The only difference between the hell of the annihilationist
and the coarse hell of medieval theologians consists in the duration of the
sinner's misery. And yet, while we are told that reason and conscience and
natural affection, and our apprehension of the character of God, revolt against
the belief in eternal punishment, we are to be satisfied with belief in ages of
torment for the sinner, albeit the only possible explanation of hell,
consistently with Divine love, is no longer applicable. If there be some
necessity of which we know nothing, why fallen beings should continue to exist,
then we can understand the Devil's presence in Eden and the fact of an eternal
hell; but if the theories of conditional immortality be accepted, the
continuance of evil in this world is no longer an intellectual difficulty only,
but a moral difficulty of the gravest kind, and hell stands out as a hideous
exhibition of wanton and remorseless wrath.
What then is the cost at which
the theories of the annihilationist may be accepted as an article of the
Christian faith? First, we must assume that death is extinction of being, which
the Scripture unequivocally teaches it is not. Next, we must believe that God's
first solemn warning against sin was an idle threat, which He had no intention
of fulfilling; and that the truest word spoken to Adam was that which, for six
thousand years, men have called "the Devil's lie," " Ye shall not surely die."
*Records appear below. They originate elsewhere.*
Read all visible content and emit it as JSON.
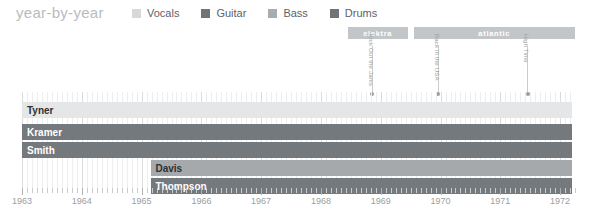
{
  "header": {
    "title": "year-by-year"
  },
  "legend": {
    "items": [
      {
        "label": "Vocals",
        "color": "#d6d8da",
        "icon": "square-swatch"
      },
      {
        "label": "Guitar",
        "color": "#6e7477",
        "icon": "square-swatch"
      },
      {
        "label": "Bass",
        "color": "#a8acae",
        "icon": "square-swatch"
      },
      {
        "label": "Drums",
        "color": "#6e7477",
        "icon": "square-swatch"
      }
    ]
  },
  "chart_data": {
    "type": "bar",
    "title": "year-by-year",
    "xlabel": "",
    "ylabel": "",
    "xlim": [
      1963,
      1972
    ],
    "grid": true,
    "legend_position": "top",
    "tick_labels": [
      "1963",
      "1964",
      "1965",
      "1966",
      "1967",
      "1968",
      "1969",
      "1970",
      "1971",
      "1972"
    ],
    "minor_ticks_per_year": 12,
    "categories": [
      "Tyner",
      "Kramer",
      "Smith",
      "Davis",
      "Thompson"
    ],
    "series": [
      {
        "name": "Tyner",
        "role": "Vocals",
        "color": "#e4e6e7",
        "text_color": "#2e3133",
        "start": 1963.0,
        "end": 1972.2
      },
      {
        "name": "Kramer",
        "role": "Guitar",
        "color": "#73797c",
        "text_color": "#ffffff",
        "start": 1963.0,
        "end": 1972.2
      },
      {
        "name": "Smith",
        "role": "Guitar",
        "color": "#73797c",
        "text_color": "#ffffff",
        "start": 1963.0,
        "end": 1972.2
      },
      {
        "name": "Davis",
        "role": "Bass",
        "color": "#a5a9ac",
        "text_color": "#2e3133",
        "start": 1965.15,
        "end": 1972.2
      },
      {
        "name": "Thompson",
        "role": "Drums",
        "color": "#73797c",
        "text_color": "#ffffff",
        "start": 1965.15,
        "end": 1972.2
      }
    ],
    "record_labels": [
      {
        "name": "elektra",
        "color": "#c3c6c8",
        "start": 1968.45,
        "end": 1969.45
      },
      {
        "name": "atlantic",
        "color": "#c3c6c8",
        "start": 1969.55,
        "end": 1972.25
      }
    ],
    "albums": [
      {
        "name": "Kick Out the Jams",
        "year": 1968.85
      },
      {
        "name": "Back in the USA",
        "year": 1969.95
      },
      {
        "name": "High Time",
        "year": 1971.45
      }
    ]
  }
}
More than this, we must recognise that the death of Christ was the destruction
of His humanity, and His resurrection a piece of transcendental jugglery to
conceal the Devil's triumph and deceive the saints of God, who for eighteen
centuries have believed that the Blessed One Who wept at the grave of Lazarus,
and sat travel-soiled and weary at Sychar's well, was upon the Father's throne
as MAN, whereas His manhood perished upon Calvary, and He is no longer Man but
only God. And all this mingled folly and error must be accepted, forsooth, to
screen the reputation of Almighty God, now endangered by our belief in hell in
the midst of nineteenth-century enlightenment!